On a recent Saturday afternoon in Santo Domingo, Dominican Republic a group of people from all walks of life assembled in a movie theater.
Some of them knew each other – I watched as people who are obviously friends and see one another on a regular basis hugged, chatted before the performance, or introduced new acquaintances to old ones. Others seemed to be either alone or in pairs … just there for the day to enjoy the performance and leave afterwards. All came to hear The Pearl Fishers, Bizet’s neglected opera recently presented by the Metropolitan Opera and now broadcast across the world through The Met: Live in HD. This was an opera performance benefitting from digital streaming: One of many technology-driven arts delivery-systems taking the sights and sounds of the opera house into a much wider space and speaking to a much more diverse audience.
This is hardly the first time this kind of thing has taken place. The Met has been broadcasting opera for decades upon decades. Many a Saturday afternoon was spent by a generation of listeners huddled around a radio in the days of the old Texaco-sponsored broadcasts of the 20th Century, and certainly opera has been seen on television, and the internet as well. The particular platform, while interesting as an innovation, is less important than the fact that what has heretofore been a local experience has now become available to a larger audience. It is art taken from the stage and suddenly made regional, national or international in scope.
Elsewhere, I’ve blogged about the Met’s summer outdoor opera presentations at Lincoln Center, but this particular performance struck me because it represents something relatively new in the Building-an-Arts-Community movement. As all of us know, we are experiencing the very redefinition of “community” in our lifetimes. What has always been understood as primarily local has moved beyond the limitations of geographic space into a digital space. A map no longer matters. Community is driven and defined by shared interests rather than proximity.
Now, what does that do to us? How does it impact relationships? What about access to quality artistry? Does this digital opportunity replace the live experience or does it enhance it? How do other new technologies affect relevance, intimacy, and impact? What does a Twitter feed do to develop communication and community between performers and listeners? What about Facebook, or Instagram?
I’m here in the Dominican Republic for a couple of months working on a music festival taking place in the Colonial City. While here, I visit with friends, and enjoy the vibrancy of relationships forged through the creation of the festival. One of those friendships is with someone who has taken on the role of “opera lady”. She has become that person in Santo Domingo who organizes, informs, and draws together many people who might or might not have experienced this art form in the past. She has developed relationships with individual artists through those social media platforms, and she uses those relationships to deepen her own experience of the art. Every day, even though she is in a country with no national opera company, she follows developments across the world. She reads blogs, listens on youtube, scans new sources for tidbits and tidal waves in the world of opera. And, of course, when the Met broadcasts are announced, she makes plans, schedules events and, yes, builds community around the broadcast. When she can, she flies to New York and hears opera in person, but that is now only one of the many ways she is able to experience this art form.
Last weekend, after the final notes of Bizet’s The Pearl Fishers, had sounded, I found myself in a restaurant with four couples, discussing the opera, reveling in its beauties and being grateful that we had been able to experience it together. A work that none of us had heard before was humming back to our inner ears, and we were basking in its melodies. And an innovative opening scene watched during the overture was now visually etched in our memories, presented in a way that none of us will forget. We were able to learn how it was accomplished in an intermission interview.
Beyond experiencing the opera itself though, it was that local component in an international delivery platform that truly struck me. We all understand that social media is changing our relationships; we know that streaming concerts now make the entire world available to listeners across the globe. Some feel threatened by this development. They ask, “How can this local organization compete with an internationally recognized company whose level of artistic achievement dwarfs all but a few organizations in the world.” Others see this development as the great democratizing moment in the arts – when technology breaks down the walls of non-access and replaces exclusivity with inclusivity.
What hit me, though, was that we might not have noticed that these international broadcasts have local implications – that friendships are developed not only online but in the movie lobby; not only on the screen, but in the restaurant. When community is redefined in this digital age, we can either become more estranged from each other – more isolated and separate – or we can reach out and enrich our non-digital lives. At least in Santo Domingo, over the past decade Peter Gelb has made something that is bringing people together, not only online, but in person. In that regard, there is no difference between “going to the opera” in the Dominican Republic, and doing the same thing at Lincoln Center: A chat in the lobby, some Bizet, and then a glass of wine with friends afterwards.
Even in a virtual-reality world, we still remain real. Yes, a streaming opera is different than one presented in person. But the differences have nothing to do with community; they do not enforce isolation any more than they encourage assembling. To the issue of coming together or of being alone we must look to ourselves. Our sense of community is a reflection of what we truly want – and at what we are willing to do to have it.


Exercise objective: In the data below, which lines hold the word "JSON"? Copy them.

Provided records:
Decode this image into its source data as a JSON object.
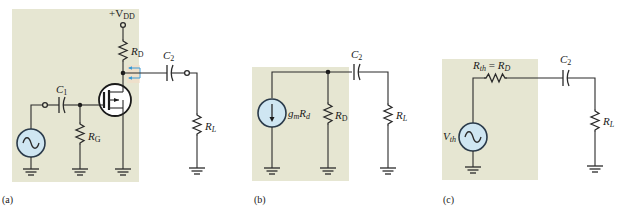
{
  "figure": {
    "panels": [
      {
        "id": "a",
        "caption": "(a)",
        "title": "Common-source MOSFET amplifier",
        "labels": {
          "supply_main": "+V",
          "supply_sub": "DD",
          "rd_main": "R",
          "rd_sub": "D",
          "c1_main": "C",
          "c1_sub": "1",
          "c2_main": "C",
          "c2_sub": "2",
          "rg_main": "R",
          "rg_sub": "G",
          "rl_main": "R",
          "rl_sub": "L"
        }
      },
      {
        "id": "b",
        "caption": "(b)",
        "title": "Norton equivalent output circuit",
        "labels": {
          "source_main": "g",
          "source_sub1": "m",
          "source_main2": "R",
          "source_sub2": "d",
          "rd_main": "R",
          "rd_sub": "D",
          "c2_main": "C",
          "c2_sub": "2",
          "rl_main": "R",
          "rl_sub": "L"
        }
      },
      {
        "id": "c",
        "caption": "(c)",
        "title": "Thevenin equivalent output circuit",
        "labels": {
          "rth_main": "R",
          "rth_sub": "th",
          "rth_eq": " = ",
          "rth_main2": "R",
          "rth_sub2": "D",
          "vth_main": "V",
          "vth_sub": "th",
          "c2_main": "C",
          "c2_sub": "2",
          "rl_main": "R",
          "rl_sub": "L"
        }
      }
    ],
    "colors": {
      "shade": "#e6e6d2",
      "source_fill": "#cfe6f2",
      "source_stroke": "#2a3a4a",
      "arrow": "#3a9ad6",
      "wire": "#2a2a2a"
    }
  }
}
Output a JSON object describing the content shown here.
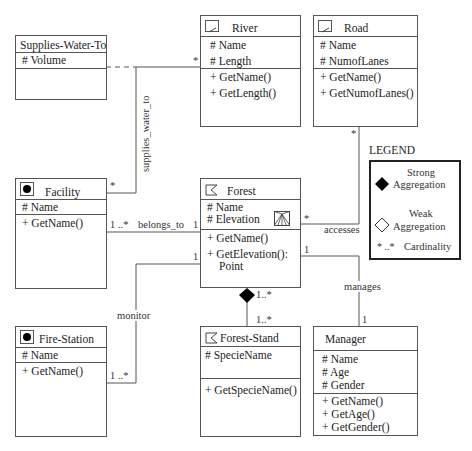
{
  "classes": {
    "supplies": {
      "title": "Supplies-Water-To",
      "attrs": [
        "# Volume"
      ],
      "ops": []
    },
    "river": {
      "title": "River",
      "icon": "line-icon",
      "attrs": [
        "# Name",
        "# Length"
      ],
      "ops": [
        "+ GetName()",
        "+ GetLength()"
      ]
    },
    "road": {
      "title": "Road",
      "icon": "line-icon",
      "attrs": [
        "# Name",
        "# NumofLanes"
      ],
      "ops": [
        "+ GetName()",
        "+ GetNumofLanes()"
      ]
    },
    "facility": {
      "title": "Facility",
      "icon": "point-icon",
      "attrs": [
        "# Name"
      ],
      "ops": [
        "+ GetName()"
      ]
    },
    "forest": {
      "title": "Forest",
      "icon": "polygon-icon",
      "attrs": [
        "# Name",
        "# Elevation"
      ],
      "ops": [
        "+ GetName()",
        "+ GetElevation():",
        "Point"
      ]
    },
    "firestation": {
      "title": "Fire-Station",
      "icon": "point-icon",
      "attrs": [
        "# Name"
      ],
      "ops": [
        "+ GetName()"
      ]
    },
    "foreststand": {
      "title": "Forest-Stand",
      "icon": "polygon-icon",
      "attrs": [
        "# SpecieName"
      ],
      "ops": [
        "+ GetSpecieName()"
      ]
    },
    "manager": {
      "title": "Manager",
      "attrs": [
        "# Name",
        "# Age",
        "# Gender"
      ],
      "ops": [
        "+ GetName()",
        "+ GetAge()",
        "+ GetGender()"
      ]
    }
  },
  "associations": {
    "supplies_water_to": {
      "label": "supplies_water_to",
      "river_mult": "*",
      "facility_mult": "*"
    },
    "belongs_to": {
      "label": "belongs_to",
      "facility_mult": "1 ..*",
      "forest_mult": "1"
    },
    "monitor": {
      "label": "monitor",
      "forest_mult": "1",
      "firestation_mult": "1 ..*"
    },
    "accesses": {
      "label": "accesses",
      "forest_mult": "*",
      "road_mult": "*"
    },
    "manages": {
      "label": "manages",
      "forest_mult": "1",
      "manager_mult": "1"
    },
    "composition": {
      "forest_mult": "1..*",
      "stand_mult": "1..*"
    }
  },
  "legend": {
    "title": "LEGEND",
    "strong_line1": "Strong",
    "strong_line2": "Aggregation",
    "weak_line1": "Weak",
    "weak_line2": "Aggregation",
    "card_symbol": "* ..*",
    "card_label": "Cardinality"
  }
}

Exercise solution:
Decode this image into its source data as a JSON object.
Output a JSON object describing the content shown here.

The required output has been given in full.